Meta Chief Executive Mark Zuckerberg recognized shortcomings in the company’s sweeping restructuring at an internal town hall on Thursday, pronouncing the systems called AI agents had not improved as rapidly as he had anticipated, as per the recording heard by Reuters.
Zuckerberg added that a systems reorganization that consisted major job cuts was not as “clean” as it could had been and that executives had miscalculated on the timing of the modifications.
Zuckerberg and other Meta executives were looking to slight some of the organizational modifications presented earlier this year, without basically changing course. The company laid off about 10% of its worldwide workforce and reassigned around 7,000 employees to AI-centered teams in May, moves that prompted worker pushback and boosted worries about morale.
The modifications had been part of a wider restructuring targeted at funding high-priced investments in artificial intelligence infrastructure and positioning Meta to capitalize on performance gains from AI-assisted work. Zuckerberg told employees in May that he did not anticipate further companywide layoffs this year, even though a some employees were skeptical.
In retrospect, he stated, the “trajectory of the agentic development over at least the last 4 months hasn’t genuinely expanded in the way that we anticipated,” and that the company’s bets on the new structure “have not come to fruition but.” Zuckerberg was relating to AI agents, automated systems that can implement tasks on behalf of a user.
Conversations he was having “with our top people” once they began planning the restructuring in January and February “were that they were concerned that we weren’t going to move fast sufficient to adapt,” Zuckerberg stated.
At the time, he stated, executives were “super optimistic” about tools like Claude Code from AI startup Anthropic.
Meta is projected to spend as much as $145-billion on AI infrastructure this year, a enormous portion of Big Tech’s more than $700 billion outlay on the technology.
Zuckerberg stated he anticipated that the social media giant will start to experience more considerable advantages from its AI investments in the next 3 to 6 months.
A Meta spokesperson declined to comment on Thursday.
Mouse – Tracking software Review
In the same town hall, Meta’s chief technology officer, Andrew Bosworth, stated a overview of a latest data protection incident with the company’s controversial mouse-tracking showed that no employee data was included in AI training.
Last month, Meta paused this program, which tracks employee mouse movements and digital activity for AI training, while investigating the exposure of sensitive data.
If the company turns this program again on once the review is finished, it will be on an “decide-in” basis, he stated.
“For people who are comfortable, that’s great, they can contribution to this kind of great human survey. To people who aren’t, it isn’t an issue,” he told employees at the town hall on Thursday.
When Meta first installed the program on U.S. employees’ computers in April, Bosworth informed them there was no way to opt out.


### ASSIGNED TASK
Of the entries below, repeat exactly only those lines from the one containing "Decompose this screenshot" through the last line, with pictures omitted.

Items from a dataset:
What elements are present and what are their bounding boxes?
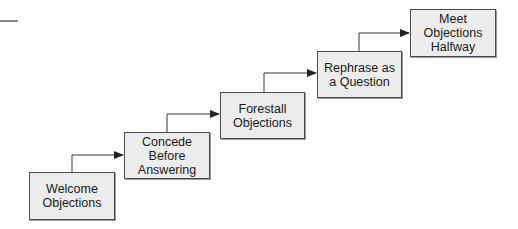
step-label: Meet Objections Halfway [423,12,482,54]
step-label: Concede Before Answering [138,135,196,177]
arrow-step3-to-step4 [264,73,316,92]
step-forestall-objections: Forestall Objections [220,92,305,139]
arrow-step2-to-step3 [167,114,219,132]
step-meet-objections-halfway: Meet Objections Halfway [410,9,496,57]
arrow-step1-to-step2 [72,155,123,172]
step-label: Forestall Objections [233,102,292,130]
step-rephrase-as-question: Rephrase as a Question [317,51,402,98]
step-label: Rephrase as a Question [324,61,395,89]
arrow-step4-to-step5 [359,33,409,51]
step-concede-before-answering: Concede Before Answering [124,132,210,179]
step-welcome-objections: Welcome Objections [29,172,115,220]
step-label: Welcome Objections [42,182,101,210]
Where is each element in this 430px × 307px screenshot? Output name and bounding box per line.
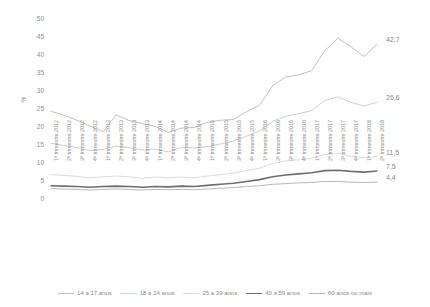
legend-item[interactable]: 18 a 24 anos [121, 290, 175, 297]
x-axis-tick-label: 4º trimestre 2012 [92, 120, 98, 200]
legend-label: 25 a 39 anos [202, 290, 237, 297]
legend-item[interactable]: 40 a 59 anos [246, 290, 300, 297]
y-axis-tick-label: 35 [26, 69, 44, 76]
x-axis-tick-label: 2º trimestre 2017 [327, 120, 333, 200]
y-axis-tick-label: 5 [26, 177, 44, 184]
x-axis-tick-label: 4º trimestre 2013 [144, 120, 150, 200]
legend-swatch [246, 293, 262, 294]
x-axis-tick-label: 3º trimestre 2017 [340, 120, 346, 200]
y-axis-tick-label: 10 [26, 159, 44, 166]
line-chart: % 50454035302520151050 42,726,611,57,54,… [0, 0, 430, 307]
x-axis-tick-label: 3º trimestre 2013 [131, 120, 137, 200]
legend-item[interactable]: 14 a 17 anos [58, 290, 112, 297]
series-line [51, 38, 377, 132]
series-end-value-label: 11,5 [386, 149, 399, 157]
x-axis-tick-label: 2º trimestre 2012 [66, 120, 72, 200]
series-end-value-label: 42,7 [386, 36, 400, 44]
x-axis-tick-label: 4º trimestre 2014 [196, 120, 202, 200]
y-axis-tick-label: 50 [26, 15, 44, 22]
x-axis-tick-label: 1º trimestre 2012 [53, 120, 59, 200]
legend-swatch [183, 293, 199, 294]
series-end-value-label: 4,4 [386, 174, 396, 182]
x-axis-tick-label: 4º trimestre 2016 [301, 120, 307, 200]
legend-label: 40 a 59 anos [265, 290, 300, 297]
x-axis-tick-label: 1º trimestre 2014 [157, 120, 163, 200]
x-axis-tick-label: 1º trimestre 2017 [314, 120, 320, 200]
x-axis-tick-label: 3º trimestre 2012 [79, 120, 85, 200]
y-axis-tick-label: 30 [26, 87, 44, 94]
x-axis-tick-label: 1º trimestre 2018 [366, 120, 372, 200]
legend-item[interactable]: 25 a 39 anos [183, 290, 237, 297]
y-axis-tick-label: 45 [26, 33, 44, 40]
legend-swatch [309, 293, 325, 294]
y-axis-tick-label: 25 [26, 105, 44, 112]
legend-item[interactable]: 60 anos ou mais [309, 290, 372, 297]
y-axis-tick-label: 15 [26, 141, 44, 148]
legend-label: 60 anos ou mais [328, 290, 372, 297]
legend-label: 18 a 24 anos [140, 290, 175, 297]
x-axis-tick-labels: 1º trimestre 20122º trimestre 20123º tri… [48, 200, 380, 280]
x-axis-tick-label: 2º trimestre 2018 [379, 120, 385, 200]
series-end-value-label: 7,5 [386, 163, 396, 171]
x-axis-tick-label: 2º trimestre 2016 [275, 120, 281, 200]
x-axis-tick-label: 3º trimestre 2015 [236, 120, 242, 200]
legend-swatch [121, 293, 137, 294]
y-axis-tick-label: 20 [26, 123, 44, 130]
legend-label: 14 a 17 anos [77, 290, 112, 297]
chart-legend: 14 a 17 anos18 a 24 anos25 a 39 anos40 a… [0, 286, 430, 300]
x-axis-tick-label: 2º trimestre 2015 [223, 120, 229, 200]
x-axis-tick-label: 4º trimestre 2017 [353, 120, 359, 200]
y-axis-tick-label: 0 [26, 195, 44, 202]
x-axis-tick-label: 2º trimestre 2013 [118, 120, 124, 200]
x-axis-tick-label: 3º trimestre 2014 [183, 120, 189, 200]
x-axis-tick-label: 4º trimestre 2015 [249, 120, 255, 200]
x-axis-tick-label: 1º trimestre 2016 [262, 120, 268, 200]
x-axis-tick-label: 2º trimestre 2014 [170, 120, 176, 200]
legend-swatch [58, 293, 74, 294]
x-axis-tick-label: 1º trimestre 2015 [209, 120, 215, 200]
y-axis-tick-label: 40 [26, 51, 44, 58]
x-axis-tick-label: 1º trimestre 2013 [105, 120, 111, 200]
series-end-value-label: 26,6 [386, 94, 400, 102]
x-axis-tick-label: 3º trimestre 2016 [288, 120, 294, 200]
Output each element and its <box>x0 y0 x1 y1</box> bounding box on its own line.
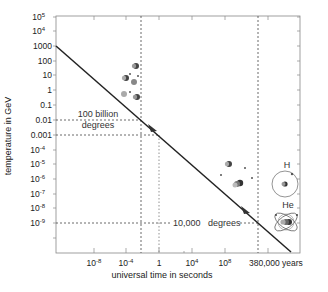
hydrogen-atom-icon <box>272 171 298 197</box>
y-axis-ticks <box>53 17 56 238</box>
y-tick-label: 0.01 <box>35 115 52 125</box>
x-tick-label: 108 <box>219 258 232 269</box>
y-tick-label: 10 <box>43 70 53 80</box>
label-H: H <box>284 160 291 170</box>
y-tick-label: 1000 <box>33 41 52 51</box>
annotation-degrees-1: degrees <box>82 120 115 130</box>
x-tick-label: 1 <box>157 258 162 268</box>
y-tick-label: 10-9 <box>30 218 45 229</box>
y-tick-label: 10-7 <box>30 189 45 200</box>
y-axis-ticks-right <box>297 17 300 223</box>
particle-cluster-early <box>121 63 140 100</box>
annotation-100-billion: 100 billion <box>78 109 119 119</box>
y-tick-label: 10-5 <box>30 159 45 170</box>
annotation-10000: 10,000 <box>173 218 201 228</box>
universe-temperature-chart: 10510410001001010.10.010.00110-410-510-6… <box>0 0 328 292</box>
y-tick-label: 10-4 <box>30 145 45 156</box>
y-tick-label: 10-8 <box>30 203 45 214</box>
y-tick-label: 1 <box>47 85 52 95</box>
y-axis-title: temperature in GeV <box>3 97 13 176</box>
y-tick-label: 105 <box>32 12 45 23</box>
x-axis-title: universal time in seconds <box>111 270 213 280</box>
x-tick-label: 10-8 <box>87 258 102 269</box>
annotation-degrees-2: degrees <box>208 218 241 228</box>
y-tick-label: 10-6 <box>30 174 45 185</box>
y-tick-label: 0.1 <box>40 100 52 110</box>
y-tick-label: 104 <box>32 26 45 37</box>
nuclei-cluster <box>220 161 253 188</box>
x-tick-label: 380,000 years <box>249 258 303 268</box>
x-tick-label: 10-4 <box>119 258 134 269</box>
y-tick-label: 100 <box>38 56 52 66</box>
helium-atom-icon <box>272 210 300 235</box>
y-axis-labels: 10510410001001010.10.010.00110-410-510-6… <box>30 12 52 229</box>
x-axis-labels: 10-810-41104108380,000 years <box>87 258 303 269</box>
label-He: He <box>282 200 294 210</box>
y-tick-label: 0.001 <box>31 130 53 140</box>
x-tick-label: 104 <box>186 258 199 269</box>
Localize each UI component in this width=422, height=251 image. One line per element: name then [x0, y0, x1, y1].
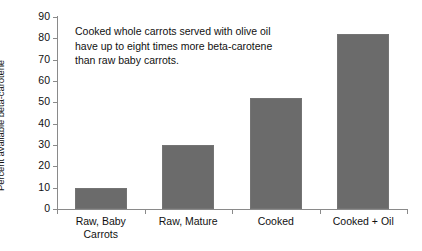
y-axis-tick: 30 — [0, 145, 57, 146]
y-axis-tick: 70 — [0, 60, 57, 61]
y-axis-tick: 90 — [0, 17, 57, 18]
y-axis-tick: 40 — [0, 124, 57, 125]
bar — [162, 145, 214, 209]
y-axis-tick-label: 20 — [38, 159, 50, 172]
y-axis-tick-label: 70 — [38, 53, 50, 66]
y-axis-tick-label: 30 — [38, 138, 50, 151]
x-axis-tick-label: Cooked + Oil — [320, 215, 408, 228]
x-axis-tick — [320, 209, 321, 214]
y-axis-tick-label: 90 — [38, 10, 50, 23]
bar — [75, 188, 127, 209]
x-axis-tick — [145, 209, 146, 214]
y-axis-tick-label: 40 — [38, 117, 50, 130]
bar — [337, 34, 389, 209]
y-axis-tick-label: 50 — [38, 95, 50, 108]
x-axis-tick-label: Cooked — [232, 215, 320, 228]
y-axis-tick-label: 80 — [38, 31, 50, 44]
x-axis-tick — [232, 209, 233, 214]
y-axis-tick-label: 0 — [44, 202, 50, 215]
bar — [250, 98, 302, 209]
x-axis-tick-label: Raw, Mature — [145, 215, 233, 228]
x-axis-tick — [57, 209, 58, 214]
x-axis-tick — [407, 209, 408, 214]
y-axis-tick: 20 — [0, 166, 57, 167]
chart-annotation: Cooked whole carrots served with olive o… — [75, 24, 315, 68]
y-axis-tick-label: 60 — [38, 74, 50, 87]
y-axis-tick: 10 — [0, 188, 57, 189]
y-axis-tick: 60 — [0, 81, 57, 82]
bar-chart: Percent available beta-carotene 01020304… — [0, 0, 422, 251]
x-axis-tick-label: Raw, Baby Carrots — [57, 215, 145, 241]
y-axis-tick: 80 — [0, 38, 57, 39]
y-axis-tick: 0 — [0, 209, 57, 210]
y-axis-tick: 50 — [0, 102, 57, 103]
y-axis-tick-label: 10 — [38, 181, 50, 194]
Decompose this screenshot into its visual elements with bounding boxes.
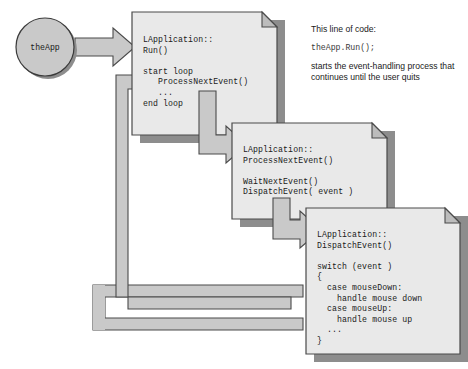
card-run-code: LApplication:: Run() start loop ProcessN…: [143, 35, 248, 109]
arrow-return-outer-riser: [93, 285, 105, 330]
card-dispatch-event-code: LApplication:: DispatchEvent() switch (e…: [317, 230, 422, 347]
arrow-theapp-to-run: [75, 28, 135, 66]
start-node-label: theApp: [15, 43, 75, 52]
annotation-code: theApp.Run();: [311, 43, 461, 52]
card-process-next-event-code: LApplication:: ProcessNextEvent() WaitNe…: [243, 145, 353, 198]
annotation-block: This line of code: theApp.Run(); starts …: [311, 24, 461, 82]
annotation-body: starts the event-handling process that c…: [311, 61, 461, 82]
diagram-canvas: theApp LApplication:: Run() start loop P…: [0, 0, 468, 369]
annotation-intro: This line of code:: [311, 24, 461, 34]
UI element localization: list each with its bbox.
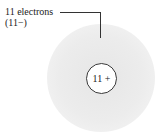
nucleus: 11 +	[86, 63, 117, 94]
leader-line-vertical	[100, 12, 101, 38]
electron-count-label: 11 electrons	[5, 7, 53, 17]
electron-charge-label: (11−)	[5, 18, 27, 28]
nucleus-charge-label: 11 +	[93, 73, 111, 84]
leader-line-horizontal	[60, 12, 101, 13]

### EXPECTED OUTPUT
Decompose this screenshot into its visual elements with bounding boxes.
card-run-code: LApplication:: Run() start loop ProcessN…: [143, 35, 248, 109]
arrow-return-outer-riser: [93, 285, 105, 330]
card-dispatch-event-code: LApplication:: DispatchEvent() switch (e…: [317, 230, 422, 347]
arrow-theapp-to-run: [75, 28, 135, 66]
start-node-label: theApp: [15, 43, 75, 52]
annotation-code: theApp.Run();: [311, 43, 461, 52]
card-process-next-event-code: LApplication:: ProcessNextEvent() WaitNe…: [243, 145, 353, 198]
annotation-block: This line of code: theApp.Run(); starts …: [311, 24, 461, 82]
annotation-body: starts the event-handling process that c…: [311, 61, 461, 82]
diagram-canvas: theApp LApplication:: Run() start loop P…: [0, 0, 468, 369]
annotation-intro: This line of code:: [311, 24, 461, 34]
UI element localization: list each with its bbox.
nucleus: 11 +	[86, 63, 117, 94]
leader-line-vertical	[100, 12, 101, 38]
electron-count-label: 11 electrons	[5, 7, 53, 17]
electron-charge-label: (11−)	[5, 18, 27, 28]
nucleus-charge-label: 11 +	[93, 73, 111, 84]
leader-line-horizontal	[60, 12, 101, 13]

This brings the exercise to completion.